You're not wrong... but for different reasons :)

you don't need it until you get to importing modules.

hello world in python is literally just print("hello world!")


You don't even need it afterward, unless you want a file to be both an importable module and an executable script.

Arguably you could be a happy Python programmer without this capability.


I never understood why people bother with this when writing their python main file, which is never going to be imported because it doesn't make sense in the first place.

REPL-based development. You might be developing a script, but notice a bug. If you import your script as a module, you can run the function you’re debugging, figure out what’s wrong, edit the file, and then reimport the module (using importlib.reload).

Okay, that's quite convincing, thanks!

Because I dislike interspersing executable statements at module level with function definitions. I’d rather have all code live inside functions and have one main entry point for the script. It’s just a personal preference, nothing wrong with not doing that though.

But you could have a single main() call without the if statement, couldn't you?

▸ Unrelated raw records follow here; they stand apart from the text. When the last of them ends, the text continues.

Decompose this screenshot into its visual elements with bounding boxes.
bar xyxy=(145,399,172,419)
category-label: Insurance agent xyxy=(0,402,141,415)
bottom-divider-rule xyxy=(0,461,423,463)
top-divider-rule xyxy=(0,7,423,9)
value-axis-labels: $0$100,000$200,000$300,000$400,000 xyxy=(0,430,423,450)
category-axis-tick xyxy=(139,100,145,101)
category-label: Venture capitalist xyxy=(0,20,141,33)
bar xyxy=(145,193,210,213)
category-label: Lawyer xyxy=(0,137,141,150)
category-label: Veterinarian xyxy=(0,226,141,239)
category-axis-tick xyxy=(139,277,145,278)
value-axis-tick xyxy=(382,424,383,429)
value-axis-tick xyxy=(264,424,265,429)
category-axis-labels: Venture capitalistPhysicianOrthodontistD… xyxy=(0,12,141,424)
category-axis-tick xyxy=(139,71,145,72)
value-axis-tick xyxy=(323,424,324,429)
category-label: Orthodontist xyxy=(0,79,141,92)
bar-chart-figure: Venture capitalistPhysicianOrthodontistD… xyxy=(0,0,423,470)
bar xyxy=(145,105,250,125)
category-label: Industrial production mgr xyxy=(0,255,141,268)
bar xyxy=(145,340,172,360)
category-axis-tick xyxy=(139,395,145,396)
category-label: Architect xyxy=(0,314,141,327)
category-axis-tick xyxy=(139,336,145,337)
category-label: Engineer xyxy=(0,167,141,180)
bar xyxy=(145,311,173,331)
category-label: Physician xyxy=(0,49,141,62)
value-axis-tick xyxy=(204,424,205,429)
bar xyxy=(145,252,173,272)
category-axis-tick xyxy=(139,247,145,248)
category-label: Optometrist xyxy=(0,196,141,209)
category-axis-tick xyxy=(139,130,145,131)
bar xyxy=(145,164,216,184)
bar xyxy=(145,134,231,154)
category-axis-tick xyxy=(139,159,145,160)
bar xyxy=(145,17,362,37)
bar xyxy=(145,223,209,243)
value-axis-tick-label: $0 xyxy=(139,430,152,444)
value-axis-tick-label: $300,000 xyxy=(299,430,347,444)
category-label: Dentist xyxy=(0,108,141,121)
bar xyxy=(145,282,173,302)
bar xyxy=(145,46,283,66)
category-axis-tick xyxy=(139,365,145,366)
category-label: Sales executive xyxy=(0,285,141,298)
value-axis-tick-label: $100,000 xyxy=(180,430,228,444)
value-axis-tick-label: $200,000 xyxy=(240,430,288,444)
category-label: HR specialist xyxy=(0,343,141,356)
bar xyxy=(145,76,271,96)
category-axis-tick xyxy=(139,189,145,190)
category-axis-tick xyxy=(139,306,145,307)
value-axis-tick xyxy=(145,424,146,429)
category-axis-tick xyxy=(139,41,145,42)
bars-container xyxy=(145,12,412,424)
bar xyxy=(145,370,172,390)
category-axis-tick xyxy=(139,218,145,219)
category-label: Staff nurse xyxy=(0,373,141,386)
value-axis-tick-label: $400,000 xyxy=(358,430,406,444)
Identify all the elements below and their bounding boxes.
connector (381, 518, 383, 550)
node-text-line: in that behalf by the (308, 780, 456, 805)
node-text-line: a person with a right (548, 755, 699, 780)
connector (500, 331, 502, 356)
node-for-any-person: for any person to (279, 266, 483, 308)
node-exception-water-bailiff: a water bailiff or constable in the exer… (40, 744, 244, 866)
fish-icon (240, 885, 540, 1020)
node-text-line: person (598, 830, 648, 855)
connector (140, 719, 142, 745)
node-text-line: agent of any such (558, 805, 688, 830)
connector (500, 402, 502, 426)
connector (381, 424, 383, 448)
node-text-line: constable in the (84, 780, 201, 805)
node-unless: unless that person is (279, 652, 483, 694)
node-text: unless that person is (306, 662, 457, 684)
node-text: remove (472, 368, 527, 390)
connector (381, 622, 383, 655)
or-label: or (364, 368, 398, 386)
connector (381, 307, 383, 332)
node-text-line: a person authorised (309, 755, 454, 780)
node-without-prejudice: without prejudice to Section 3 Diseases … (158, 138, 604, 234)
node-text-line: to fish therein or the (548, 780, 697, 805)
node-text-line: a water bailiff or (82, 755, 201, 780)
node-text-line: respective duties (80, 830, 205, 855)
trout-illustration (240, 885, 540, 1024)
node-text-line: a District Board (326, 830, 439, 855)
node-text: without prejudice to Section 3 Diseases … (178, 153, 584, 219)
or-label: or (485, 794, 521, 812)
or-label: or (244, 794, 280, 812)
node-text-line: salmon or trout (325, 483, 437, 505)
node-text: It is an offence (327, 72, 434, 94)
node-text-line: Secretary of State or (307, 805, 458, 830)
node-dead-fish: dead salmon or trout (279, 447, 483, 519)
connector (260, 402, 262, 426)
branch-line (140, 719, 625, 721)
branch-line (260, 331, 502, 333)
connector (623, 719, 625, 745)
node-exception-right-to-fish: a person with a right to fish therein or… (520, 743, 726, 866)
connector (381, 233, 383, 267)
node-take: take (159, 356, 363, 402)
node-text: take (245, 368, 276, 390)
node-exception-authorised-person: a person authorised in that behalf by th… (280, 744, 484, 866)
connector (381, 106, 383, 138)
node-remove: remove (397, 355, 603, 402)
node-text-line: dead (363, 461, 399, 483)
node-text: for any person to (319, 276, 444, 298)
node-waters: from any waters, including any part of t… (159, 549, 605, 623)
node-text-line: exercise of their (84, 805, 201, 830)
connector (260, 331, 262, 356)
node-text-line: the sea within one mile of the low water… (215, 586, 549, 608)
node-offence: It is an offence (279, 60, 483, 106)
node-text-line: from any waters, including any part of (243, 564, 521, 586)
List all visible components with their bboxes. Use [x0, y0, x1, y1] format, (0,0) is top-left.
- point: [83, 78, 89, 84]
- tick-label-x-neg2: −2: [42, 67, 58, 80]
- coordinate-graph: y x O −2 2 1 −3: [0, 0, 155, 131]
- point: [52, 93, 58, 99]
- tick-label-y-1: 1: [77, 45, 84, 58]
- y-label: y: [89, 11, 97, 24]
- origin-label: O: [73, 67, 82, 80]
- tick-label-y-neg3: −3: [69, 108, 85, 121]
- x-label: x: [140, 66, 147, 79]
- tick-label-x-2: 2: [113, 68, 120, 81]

Isn't that hugely elaborate compared to languages where top level statements are a function, functions return their last statement, and the return value of the entry function is sent to stdout unless invoked in special ways? That print() around the "hello world!" does not appear any less superfluous than all the public static void you can throw at a javac 1.0

You mean a language like... Python?

  >>> 'hello world'
  'hello world'

Exactly like that (well, almost exactly: if python includes the quotes then it's not really equivalent to print()).

The point was that by including that print(), people already do say yes to including "like you'd do in a real program" ceremony in their supposedly minimal examples.